The theme builds on work Dr Slack has already delivered within Australian officiating. He recently led a session with Football Australia’s National Referee Academy on the same concept, framing the ability to consciously park a decision and refocus on the next phase of play as a trainable skill rather than an innate trait, one that separates officials who reset quickly under pressure from those who don’t. He has also addressed more than 100 Football Australia elite match officials and staff on developing a stronger match-day mentality, an indication of how embedded this psychological framework has become across the officiating pathway rather than remaining a one-off intervention.

The expansion of the webinar series reflects a broader shift in how football administrators are approaching referee attrition. Rather than treating retention purely as a recruitment or pay problem, the program signals an institutional acknowledgment that the psychological demands of officiating, particularly the compounding pressure of split-second decisions under public scrutiny, are a material factor in whether officials remain in the game.

It rests alongside other measures adopted across Australian football in recent years, including visible identification programs for junior referees and structural reviews of referee departments at state federation level, all aimed at the same underlying issue: a shrinking pool of match officials relative to demand.

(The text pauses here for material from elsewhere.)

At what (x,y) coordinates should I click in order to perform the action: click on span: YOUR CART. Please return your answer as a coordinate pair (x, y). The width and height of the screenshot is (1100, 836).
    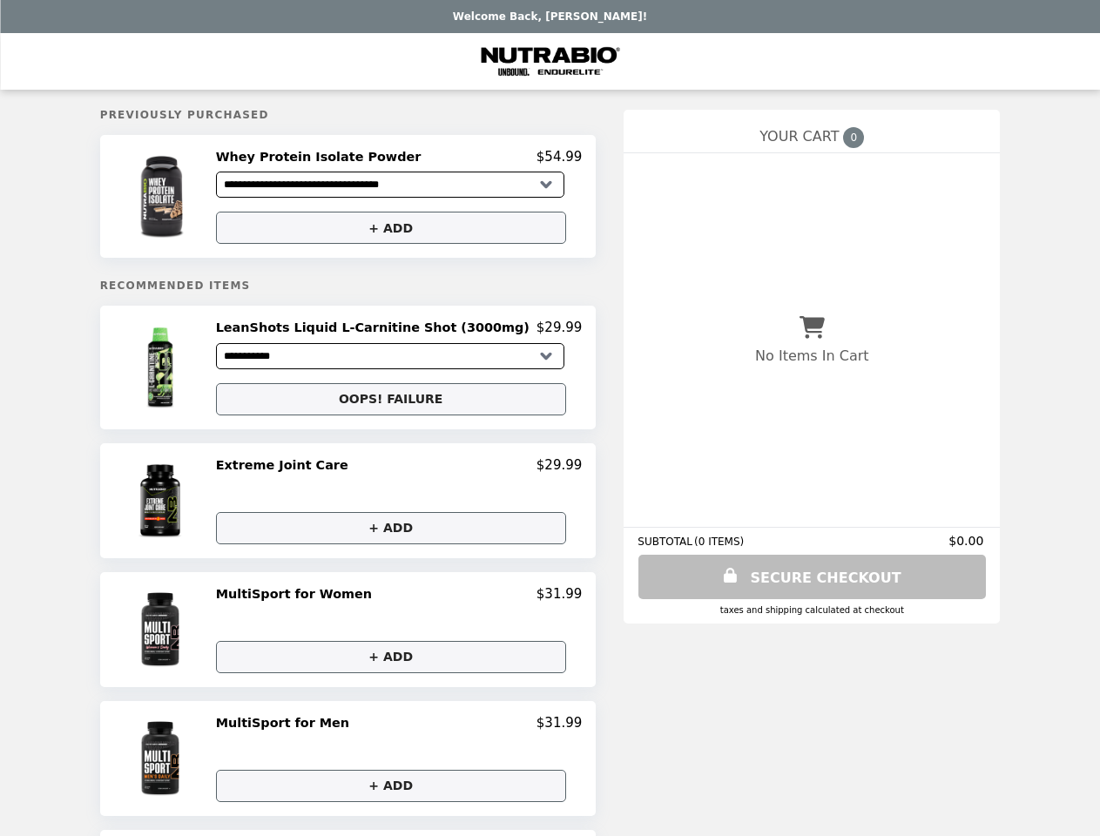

Football Australia has not detailed metrics for assessing the program’s impact on referee numbers, though the recurring engagement of an internationally credentialed specialist across multiple tiers of the officiating pathway suggests sustained institutional investment in the approach.

Arsenal FC announce Saint Lucia as new destination partner

Starting in the 2026/27 season, the deal will see Saint Lucia become Arsenal‘s Official Destination Partner.

 

Global reach of a football giant

As one of the most popular clubs in the world, Arsenal’s influence expands far beyond the boundaries of North London.

And with its latest partnership, alongside the Saint Lucia Tourism Authority (SLTA), the reigning Premier League champions will help to promote the Caribbean island to the UK market.

Furthermore, the agreement will see additional benefits for both parties, including the development of an Academy Hub in Saint Lucia, brand visibility at the Emirates Stadium for both Premier League and Women’s Super League games, and more.

“We are entering an exciting term as Arsenal’s Official Destination Partner, aligning with a club that has a loyal, global supporter base,” said Saint Lucia’s Minister for Tourism, Commerce, Investment, Creative Industries, Culture and Heritage, Dr. Ernest Hilaire via media release.

A partnership extending from one side of the Atlantic to the other, uniting communities through football.

 

Sport and culture go hand-in-hand

This isn’t the first time, however, that Saint Lucia Tourism Authority has ventured into the commercial world of global sport.

In the past, for example, the organisation built firm relationships with several other iconic outfits including the New York Yankees (baseball), Toronto Raptors (basketball), Toronto Maple Leafs (ice hockey) and Brooklyn Nets (basketball).

But with an iconic club like Arsenal the latest addition to the lost, it further proves that sport, culture and commerce are by no means seperate entities.

In fact, in a deal such as this, all three can grow and thrive.

Arsenal are one of several clubs to establish ties with tourism boards and destination groups across the world. Notable partnerships include:

  • Manchester City and Visit Abu Dhabi
  • Fulham FC and Visit Mongolia
  • Manchester United and Visit Malta

Exposure for international tourism boards at Premier League grounds holds immense economic potential, thus a key aim in the alliance between Saint Lucia and Arsenal is to drive the island’s economy through tourism.